Sometimes, you’ll be moved
to interrupt their slumber.
Let them sleep, my pet.
Science fiction, fantasy, mystery and what-not
Sometimes, you’ll be moved
to interrupt their slumber.
Let them sleep, my pet.
A friend gave us tickets to Oregon Shakespeare Festival’s ‘Twelfth Night’ as a thank you gift.
We attended the play last Sunday night. It was updated to take place in 1930s Hollywood. That premise seemed a little thin at times, as characters were still called the count and the jester, and the studio was referred to as a land. Overall, it was well acted and enjoyable…for as much as I paid attention. For as the lights dimmed and the play began, I thought, “What does Handley’s imagination look like?”
Almost everyone (future studies estimate over ninety percent of people) in the future have an augmented memory. The augmented memory has a variety of options available. One of them includes creating an avatar of your external memory. This presents you with the opportunity to talk to your memory about your memories and life. Your memory can also be a memorable companion, so you’re never alone. You always have your memory, which is useful in space.
Madison Handley, however, went a little further than the norm. Although she embodied her memory as an avatar, she also embodied her imagination as an avatar. Thus, she and her memory played with her imagination as well as her friends when she was young. But, as her mother warned, “Someday your imagination is going to get you into trouble,” her imagination caused trouble and Handley took the fall. (It is her imagination.) After that day arrived, Handley banished it. Now her memory is requesting an audience for her imagination on its behalf because her imagination has some suggestions to help Handley out of her current situation.
All of this led to the standard use questions about the character. As I developed the background to this while at the play, I thought of other imaginary characters and the troubles they caused. A movie was semi-recalled. It seemed like it was in the 80s or 90s. The imaginary character was green and male. They had disappeared, but now they were back.
That’s all I could remember. I thought I would google it sometime but didn’t get around to it. Then, today, while thinking about the imagination and shaving, I remembered, ‘Drop Dead, Fred’, Phoebe Cates, Tim Matheson, Marsha Mason, 1991. Then, remembering those sudden details, I searched for confirmation on the net. Yea, verily, I was correct. The movie only received 9% on Rotten Tomatoes, so I wondered, why do I remember it so well?

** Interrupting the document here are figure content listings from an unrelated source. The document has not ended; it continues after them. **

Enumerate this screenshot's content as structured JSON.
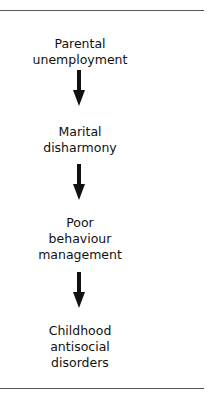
{
  "diagram": {
    "type": "vertical-flowchart",
    "nodes": [
      {
        "label_line1": "Parental",
        "label_line2": "unemployment"
      },
      {
        "label_line1": "Marital",
        "label_line2": "disharmony"
      },
      {
        "label_line1": "Poor",
        "label_line2": "behaviour",
        "label_line3": "management"
      },
      {
        "label_line1": "Childhood",
        "label_line2": "antisocial",
        "label_line3": "disorders"
      }
    ],
    "edges": [
      {
        "from": "Parental unemployment",
        "to": "Marital disharmony"
      },
      {
        "from": "Marital disharmony",
        "to": "Poor behaviour management"
      },
      {
        "from": "Poor behaviour management",
        "to": "Childhood antisocial disorders"
      }
    ]
  }
}
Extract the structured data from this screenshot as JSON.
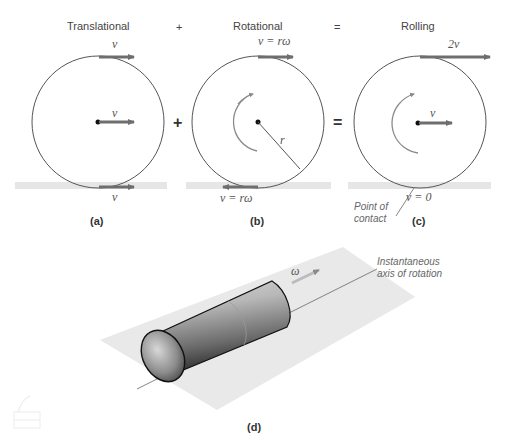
{
  "headers": {
    "translational": "Translational",
    "plus_top": "+",
    "rotational": "Rotational",
    "equals_top": "=",
    "rolling": "Rolling"
  },
  "operators": {
    "plus": "+",
    "equals": "="
  },
  "panel_a": {
    "label": "(a)",
    "top_velocity": "v",
    "center_velocity": "v",
    "bottom_velocity": "v"
  },
  "panel_b": {
    "label": "(b)",
    "top_velocity": "v = rω",
    "radius": "r",
    "bottom_velocity": "v = rω"
  },
  "panel_c": {
    "label": "(c)",
    "top_velocity": "2v",
    "center_velocity": "v",
    "contact_velocity": "v = 0",
    "contact_note_line1": "Point of",
    "contact_note_line2": "contact"
  },
  "panel_d": {
    "label": "(d)",
    "omega": "ω",
    "axis_note_line1": "Instantaneous",
    "axis_note_line2": "axis of rotation"
  },
  "colors": {
    "arrow": "#6e6e6e",
    "circle_stroke": "#555555",
    "ground": "#e6e6e6",
    "plane": "#e9e9e9"
  }
}
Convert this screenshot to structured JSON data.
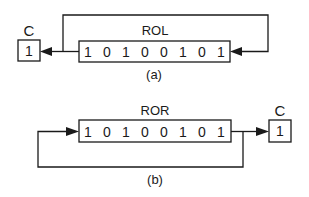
{
  "diagram_a": {
    "operation": "ROL",
    "caption": "(a)",
    "carry_label": "C",
    "carry_value": "1",
    "bits": [
      "1",
      "0",
      "1",
      "0",
      "0",
      "1",
      "0",
      "1"
    ]
  },
  "diagram_b": {
    "operation": "ROR",
    "caption": "(b)",
    "carry_label": "C",
    "carry_value": "1",
    "bits": [
      "1",
      "0",
      "1",
      "0",
      "0",
      "1",
      "0",
      "1"
    ]
  },
  "colors": {
    "stroke": "#1a1a1a",
    "background": "#ffffff"
  }
}
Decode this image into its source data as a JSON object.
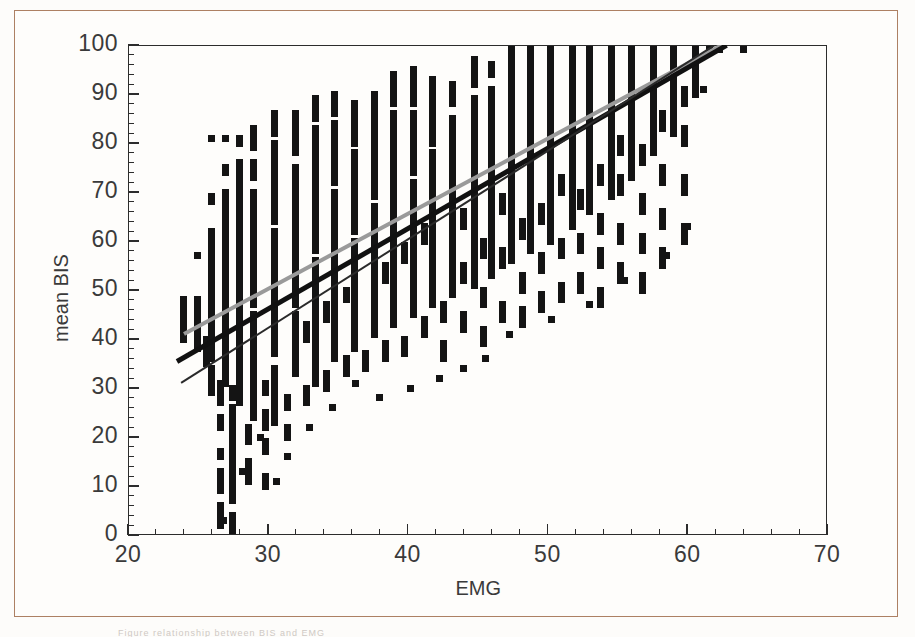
{
  "figure": {
    "frame_color": "#ad8063",
    "background_color": "#fefdfb",
    "caption_fragment": "Figure  relationship    between         BIS          and    EMG"
  },
  "chart_data": {
    "type": "scatter",
    "title": "",
    "xlabel": "EMG",
    "ylabel": "mean BIS",
    "xlim": [
      20,
      70
    ],
    "ylim": [
      0,
      100
    ],
    "x_major_ticks": [
      20,
      30,
      40,
      50,
      60,
      70
    ],
    "y_major_ticks": [
      0,
      10,
      20,
      30,
      40,
      50,
      60,
      70,
      80,
      90,
      100
    ],
    "x_tick_labels": [
      "20",
      "30",
      "40",
      "50",
      "60",
      "70"
    ],
    "y_tick_labels": [
      "0",
      "10",
      "20",
      "30",
      "40",
      "50",
      "60",
      "70",
      "80",
      "90",
      "100"
    ],
    "x_minor_step": 2,
    "y_minor_step": 2,
    "grid": false,
    "legend": "none",
    "marker_color": "#141414",
    "marker_shape": "square",
    "columns": [
      {
        "x": 24.0,
        "bands": [
          [
            40,
            48
          ]
        ]
      },
      {
        "x": 25.0,
        "bands": [
          [
            38,
            48
          ],
          [
            57,
            57
          ]
        ]
      },
      {
        "x": 25.6,
        "bands": [
          [
            35,
            40
          ]
        ]
      },
      {
        "x": 26.0,
        "bands": [
          [
            29,
            34
          ],
          [
            36,
            62
          ],
          [
            68,
            69
          ],
          [
            81,
            81
          ]
        ]
      },
      {
        "x": 26.6,
        "bands": [
          [
            2,
            6
          ],
          [
            9,
            13
          ],
          [
            16,
            17
          ],
          [
            22,
            24
          ],
          [
            27,
            31
          ]
        ]
      },
      {
        "x": 27.0,
        "bands": [
          [
            31,
            70
          ],
          [
            74,
            75
          ],
          [
            81,
            81
          ]
        ]
      },
      {
        "x": 27.5,
        "bands": [
          [
            1,
            4
          ],
          [
            7,
            26
          ],
          [
            28,
            30
          ]
        ]
      },
      {
        "x": 28.0,
        "bands": [
          [
            27,
            76
          ],
          [
            80,
            81
          ]
        ]
      },
      {
        "x": 28.6,
        "bands": [
          [
            11,
            15
          ],
          [
            19,
            22
          ]
        ]
      },
      {
        "x": 29.0,
        "bands": [
          [
            24,
            45
          ],
          [
            47,
            70
          ],
          [
            73,
            76
          ],
          [
            79,
            83
          ]
        ]
      },
      {
        "x": 29.8,
        "bands": [
          [
            10,
            12
          ],
          [
            17,
            19
          ],
          [
            22,
            25
          ],
          [
            29,
            31
          ]
        ]
      },
      {
        "x": 30.5,
        "bands": [
          [
            23,
            34
          ],
          [
            37,
            62
          ],
          [
            64,
            80
          ],
          [
            82,
            86
          ]
        ]
      },
      {
        "x": 31.4,
        "bands": [
          [
            20,
            22
          ],
          [
            26,
            28
          ]
        ]
      },
      {
        "x": 32.0,
        "bands": [
          [
            33,
            45
          ],
          [
            47,
            75
          ],
          [
            78,
            86
          ]
        ]
      },
      {
        "x": 32.8,
        "bands": [
          [
            27,
            30
          ],
          [
            40,
            43
          ]
        ]
      },
      {
        "x": 33.4,
        "bands": [
          [
            31,
            56
          ],
          [
            58,
            83
          ],
          [
            85,
            89
          ]
        ]
      },
      {
        "x": 34.2,
        "bands": [
          [
            30,
            33
          ],
          [
            44,
            47
          ]
        ]
      },
      {
        "x": 34.8,
        "bands": [
          [
            36,
            70
          ],
          [
            72,
            84
          ],
          [
            86,
            90
          ]
        ]
      },
      {
        "x": 35.6,
        "bands": [
          [
            33,
            36
          ],
          [
            48,
            50
          ]
        ]
      },
      {
        "x": 36.2,
        "bands": [
          [
            38,
            60
          ],
          [
            62,
            78
          ],
          [
            80,
            88
          ]
        ]
      },
      {
        "x": 37.0,
        "bands": [
          [
            34,
            37
          ]
        ]
      },
      {
        "x": 37.6,
        "bands": [
          [
            41,
            67
          ],
          [
            69,
            90
          ]
        ]
      },
      {
        "x": 38.4,
        "bands": [
          [
            36,
            39
          ],
          [
            52,
            55
          ]
        ]
      },
      {
        "x": 39.0,
        "bands": [
          [
            43,
            86
          ],
          [
            88,
            94
          ]
        ]
      },
      {
        "x": 39.8,
        "bands": [
          [
            37,
            40
          ],
          [
            56,
            59
          ]
        ]
      },
      {
        "x": 40.4,
        "bands": [
          [
            45,
            72
          ],
          [
            74,
            86
          ],
          [
            88,
            95
          ]
        ]
      },
      {
        "x": 41.2,
        "bands": [
          [
            41,
            44
          ],
          [
            60,
            63
          ]
        ]
      },
      {
        "x": 41.8,
        "bands": [
          [
            47,
            78
          ],
          [
            80,
            93
          ]
        ]
      },
      {
        "x": 42.6,
        "bands": [
          [
            36,
            39
          ],
          [
            44,
            47
          ]
        ]
      },
      {
        "x": 43.2,
        "bands": [
          [
            49,
            85
          ],
          [
            88,
            92
          ]
        ]
      },
      {
        "x": 44.0,
        "bands": [
          [
            42,
            45
          ],
          [
            52,
            55
          ],
          [
            63,
            66
          ]
        ]
      },
      {
        "x": 44.8,
        "bands": [
          [
            51,
            89
          ],
          [
            92,
            97
          ]
        ]
      },
      {
        "x": 45.4,
        "bands": [
          [
            39,
            42
          ],
          [
            47,
            50
          ],
          [
            57,
            60
          ]
        ]
      },
      {
        "x": 46.0,
        "bands": [
          [
            53,
            91
          ],
          [
            94,
            96
          ]
        ]
      },
      {
        "x": 46.8,
        "bands": [
          [
            44,
            47
          ],
          [
            55,
            58
          ],
          [
            66,
            69
          ]
        ]
      },
      {
        "x": 47.4,
        "bands": [
          [
            56,
            99
          ]
        ]
      },
      {
        "x": 48.2,
        "bands": [
          [
            43,
            46
          ],
          [
            50,
            53
          ],
          [
            61,
            64
          ]
        ]
      },
      {
        "x": 48.8,
        "bands": [
          [
            58,
            99
          ]
        ]
      },
      {
        "x": 49.6,
        "bands": [
          [
            46,
            49
          ],
          [
            54,
            57
          ],
          [
            64,
            67
          ]
        ]
      },
      {
        "x": 50.2,
        "bands": [
          [
            60,
            99
          ]
        ]
      },
      {
        "x": 51.0,
        "bands": [
          [
            48,
            51
          ],
          [
            57,
            60
          ],
          [
            70,
            73
          ]
        ]
      },
      {
        "x": 51.8,
        "bands": [
          [
            63,
            99
          ]
        ]
      },
      {
        "x": 52.4,
        "bands": [
          [
            50,
            53
          ],
          [
            58,
            61
          ],
          [
            67,
            70
          ]
        ]
      },
      {
        "x": 53.0,
        "bands": [
          [
            66,
            99
          ]
        ]
      },
      {
        "x": 53.8,
        "bands": [
          [
            47,
            50
          ],
          [
            55,
            58
          ],
          [
            62,
            65
          ],
          [
            72,
            75
          ]
        ]
      },
      {
        "x": 54.6,
        "bands": [
          [
            69,
            99
          ]
        ]
      },
      {
        "x": 55.2,
        "bands": [
          [
            52,
            55
          ],
          [
            60,
            63
          ],
          [
            70,
            73
          ],
          [
            78,
            81
          ]
        ]
      },
      {
        "x": 56.0,
        "bands": [
          [
            73,
            99
          ]
        ]
      },
      {
        "x": 56.8,
        "bands": [
          [
            50,
            53
          ],
          [
            58,
            61
          ],
          [
            66,
            69
          ],
          [
            76,
            79
          ]
        ]
      },
      {
        "x": 57.6,
        "bands": [
          [
            78,
            99
          ]
        ]
      },
      {
        "x": 58.2,
        "bands": [
          [
            55,
            58
          ],
          [
            63,
            66
          ],
          [
            72,
            75
          ],
          [
            83,
            86
          ]
        ]
      },
      {
        "x": 59.0,
        "bands": [
          [
            82,
            99
          ]
        ]
      },
      {
        "x": 59.8,
        "bands": [
          [
            60,
            63
          ],
          [
            70,
            73
          ],
          [
            80,
            83
          ],
          [
            88,
            91
          ]
        ]
      },
      {
        "x": 60.6,
        "bands": [
          [
            90,
            99
          ]
        ]
      }
    ],
    "outlier_points": [
      {
        "x": 64.0,
        "y": 99
      },
      {
        "x": 61.6,
        "y": 99
      },
      {
        "x": 62.3,
        "y": 99
      },
      {
        "x": 61.2,
        "y": 91
      },
      {
        "x": 60.0,
        "y": 63
      },
      {
        "x": 58.5,
        "y": 57
      },
      {
        "x": 55.5,
        "y": 52
      },
      {
        "x": 53.0,
        "y": 47
      },
      {
        "x": 50.3,
        "y": 44
      },
      {
        "x": 47.3,
        "y": 41
      },
      {
        "x": 45.6,
        "y": 36
      },
      {
        "x": 44.0,
        "y": 34
      },
      {
        "x": 42.3,
        "y": 32
      },
      {
        "x": 40.2,
        "y": 30
      },
      {
        "x": 38.0,
        "y": 28
      },
      {
        "x": 36.3,
        "y": 31
      },
      {
        "x": 34.6,
        "y": 26
      },
      {
        "x": 33.0,
        "y": 22
      },
      {
        "x": 31.4,
        "y": 16
      },
      {
        "x": 30.6,
        "y": 11
      },
      {
        "x": 29.5,
        "y": 20
      },
      {
        "x": 28.2,
        "y": 13
      },
      {
        "x": 26.8,
        "y": 3
      }
    ],
    "lines": [
      {
        "name": "upper-gray-line",
        "style": "solid",
        "color": "#9a9a9a",
        "width": 4,
        "x0": 24.0,
        "y0": 41.0,
        "x1": 62.5,
        "y1": 100.0
      },
      {
        "name": "mean-regression-line",
        "style": "solid",
        "color": "#111111",
        "width": 5,
        "x0": 23.5,
        "y0": 35.5,
        "x1": 62.8,
        "y1": 100.0
      },
      {
        "name": "lower-thin-line",
        "style": "solid",
        "color": "#2a2a2a",
        "width": 1.6,
        "x0": 23.8,
        "y0": 31.0,
        "x1": 62.0,
        "y1": 100.0
      }
    ]
  }
}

All of this cogitation, delays and results – the process – amused me. Took a while of circling but the memory finally landed.
Now back to my novel. I still don’t know her imagination’s appearance but I believe that will come. Time to write like crazy, at least one more time.
One heart, so many ways for it to be broken. When it breaks, you think, “That’ll teach you. You should learn your listen. I’ll never love again. I’ll never trust them again. It’ll never be the same again.”
The broken heart comes from believing and trusting in something or someone – a cause, a hope, a dream, a love. When your heart breaks, the pain echoes through time and fiber, never truly healing, but scabbing and developing scar tissue. Even then, sometimes you conclude, “I’m over it,” but when you let yourself consider your broken heart and its circumstances, you discover, “No. I’m not over it.” And you wonder, “Will I ever be over it?”